Ongoing discussions on the Regional Comprehensive Economic Partnership (RCEP) include the ASEAN10 bloc (Brunei, Cambodia, Indonesia, Laos, Malaysia, Myanmar, the Philippines, Singapore, Thailand, Vietnam) together with its six FTA partners – India, China, Japan, South Korea, Australia, and New Zealand. Since the US withdrew from the Trans-Pacific Partnership (TPP) agreement in 2017, the Asia Pacific bloc has been keen to expedite the RCEP as a viable alternative for global trade with lower trade barriers. Plans were conceptualized in 2012 and found a renewed vigour in the past two years. Trade ministers are due to meet in Bangkok on October 10-12, with plans to conclude negotiations by the ASEAN summit meeting in November.

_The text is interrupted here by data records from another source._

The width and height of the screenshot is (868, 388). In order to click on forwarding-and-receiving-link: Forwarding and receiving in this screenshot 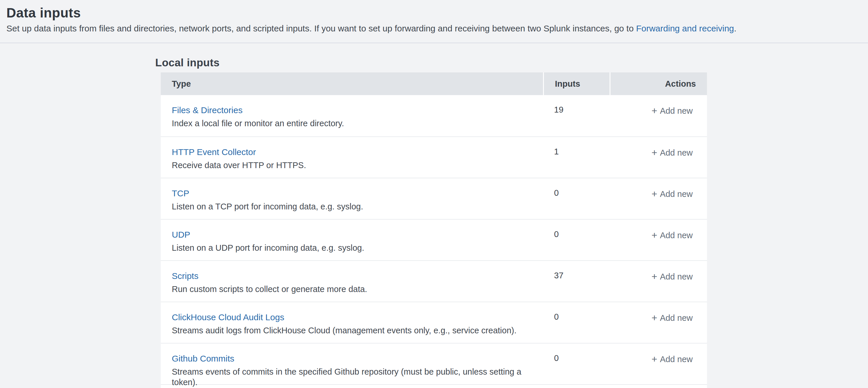, I will do `click(685, 28)`.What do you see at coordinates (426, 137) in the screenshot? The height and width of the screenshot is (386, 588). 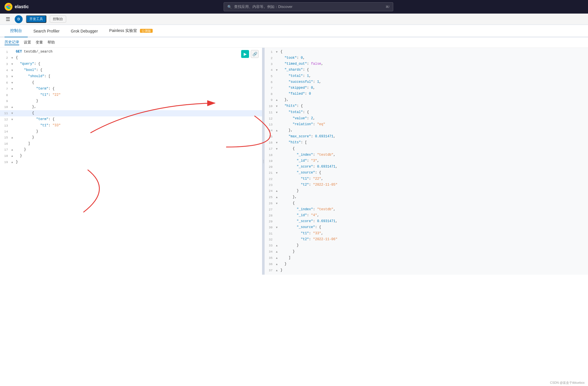 I see `table-row: 15 "max_score": 0.6931471,` at bounding box center [426, 137]. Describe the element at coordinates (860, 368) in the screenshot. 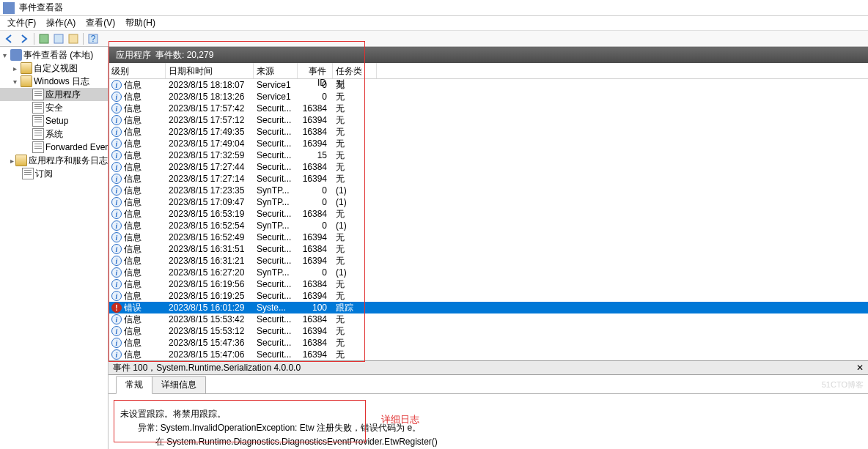

I see `close-icon: ✕` at that location.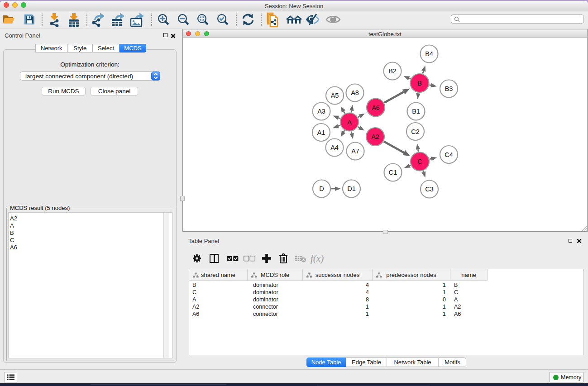 Image resolution: width=588 pixels, height=386 pixels. Describe the element at coordinates (335, 95) in the screenshot. I see `svg-text: A5` at that location.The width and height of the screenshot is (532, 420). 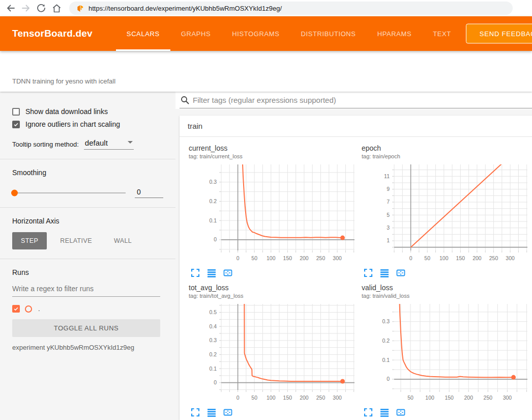 What do you see at coordinates (28, 309) in the screenshot?
I see `run-color-swatch-icon` at bounding box center [28, 309].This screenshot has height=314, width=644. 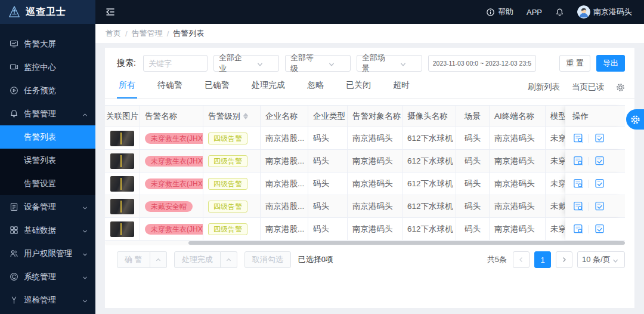 What do you see at coordinates (521, 260) in the screenshot?
I see `prev-page-button` at bounding box center [521, 260].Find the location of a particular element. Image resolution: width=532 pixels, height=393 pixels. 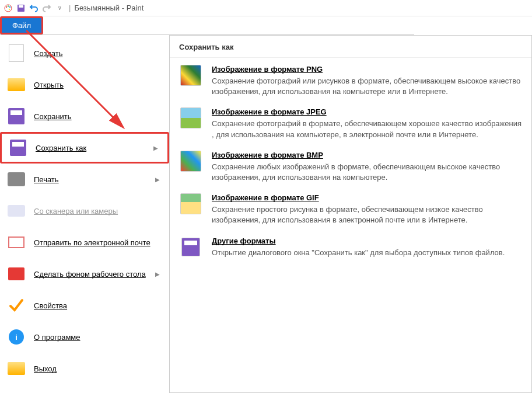

option-png-title: Изображение в формате PNG is located at coordinates (367, 69).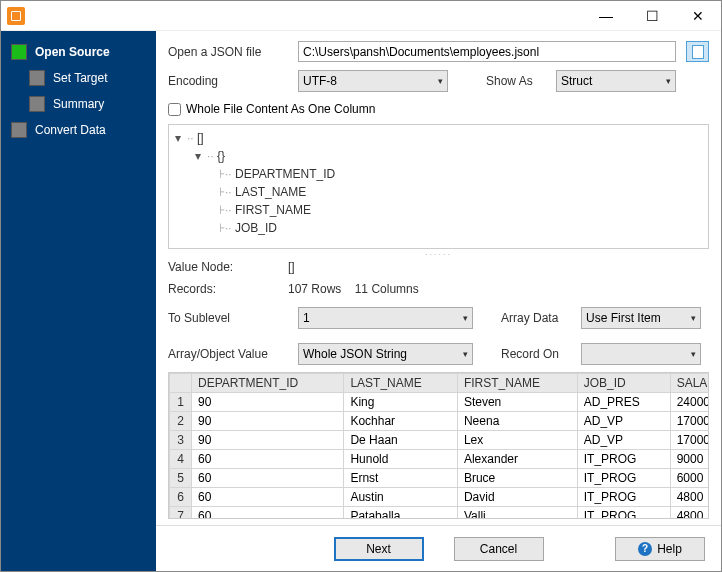  Describe the element at coordinates (228, 354) in the screenshot. I see `array-object-label: Array/Object Value` at that location.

Push and pull factors to join the RCEP

With trade conflicts and protectionist policies dominating the narrative, multilateral free trade agreements reinforce benefits from a wider market access and enjoy preferential or lower trade barriers. Cumulatively, the bloc accounts for a third of the world GDP, half the world’s population, a quarter of world trade and nominal GDP surpassing the US. Once completed, the agreement is expected to lower trade and non-tariff hurdles, liberalize service trade, ease part of regulatory hurdles in regional trade and improve investor protection, amongst others.

There are also push factors. Better market access to other countries could help offset slowing domestic growth, just as the trade environment gets more challenging. This will a window to deploy excess domestic capacity, improve resource utilization and provide a leg-up for the exporting community.

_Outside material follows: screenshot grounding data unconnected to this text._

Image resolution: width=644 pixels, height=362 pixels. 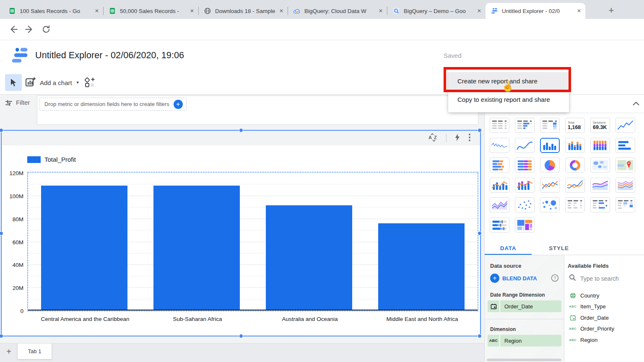 I want to click on tab-data: DATA, so click(x=508, y=248).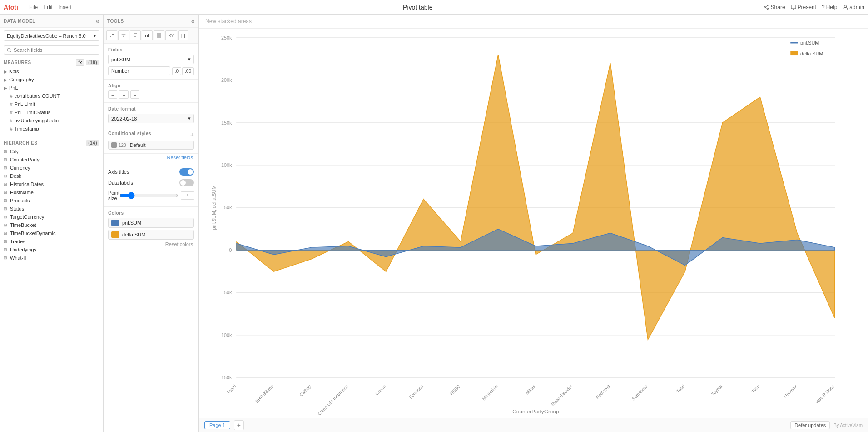  What do you see at coordinates (848, 426) in the screenshot?
I see `brand-label: By ActiveViam` at bounding box center [848, 426].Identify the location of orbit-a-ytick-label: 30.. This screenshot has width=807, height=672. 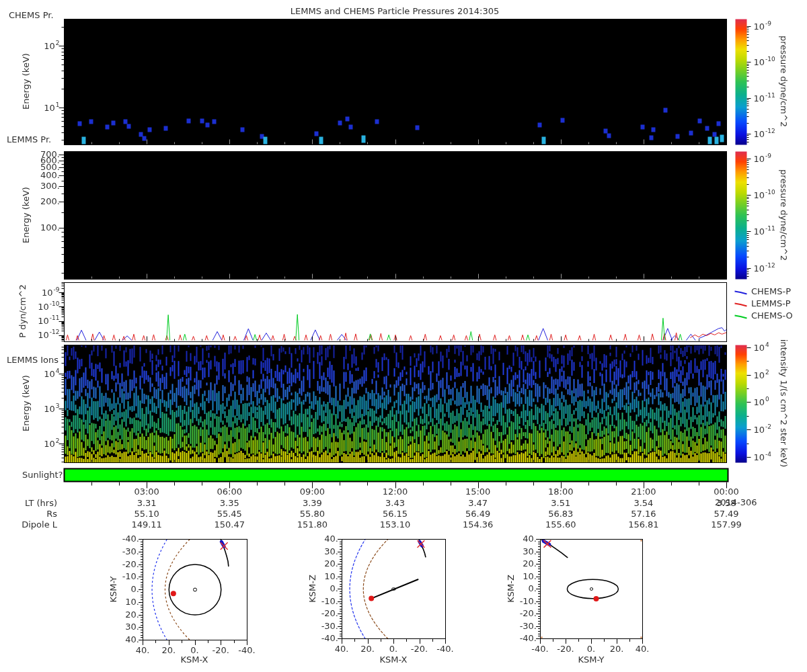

India’s negotiating position has emerged as a challenge, particularly due to its stance that it has witnessed limited benefits from prior trade agreements.

India’s concerns

Reticence to participate in trade agreements on a broader note has been on three grounds: a) For RCEP, India already runs a trade deficit with all the member countries. China single-handedly makes up ~60% of the total; b) previous FTAs have not materially improved India’s trade math; c) certain unfavourable provisions have turned to be sticking points.

Negotiations are ongoing, challenges but benefits aplenty

While being a part of the RCEP carries challenges but it will also open India and rest of the proposed members to numerous opportunities. The early phase of adjustment will be an uphill task as few import tariffs will have to be dismantled, leading to higher competition from imports and in turn hurting export competitiveness. Opportunity cost of non-participation is significant as multilateral trade agreements will help improve India’s integration to the global supply chains and market access opportunities.